Proposed Lean 4 statement:
It is already proven
Reference: Vincent Granville, Number Theory: Longest Runs of Zeros in
Binary Digits of Square Root of 2, MLTechniques.com, 2023-10-27; paper
RunLengths.pdf§4.3.1, Formula (4.1): forx₀ = √(p/q),Lₙ ≤ n + 2 + ½·log₂(pq); specialized to √2 this givesLₙ ≤ n + 1. The proofis elementary (a positive-integer gap argument from the irrationality of √2).
A self-contained, kernel-verified Lean proof is available (axioms
{propext, Classical.choice, Quot.sound}, nosorryAx) and can accompany thetarget — happy to open it as the proving PR once the target is admitted.

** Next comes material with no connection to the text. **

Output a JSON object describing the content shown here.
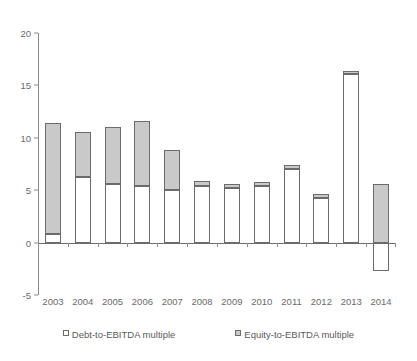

It is (probably) not in mathlib
Why absent: mathlib has no formalization of binary-digit run lengths of √2
(or of
Int.fract (2ⁿ √2)bounds).Absence check I ran (repo tool, against the pinned mathlib):
It is not trivial
Triviality check I ran (repo tool):
(The one-shot battery —
rfl/trivial/decide/norm_num/omega/simp/simp_all/aesop/ ring/linarith/tauto— does not close it; it needs the irrationality argument.)Difficulty (my guess)
2 — elementary, but genuinely requires the
irrational_sqrt_two/not-a-perfect-square step; not a one-liner.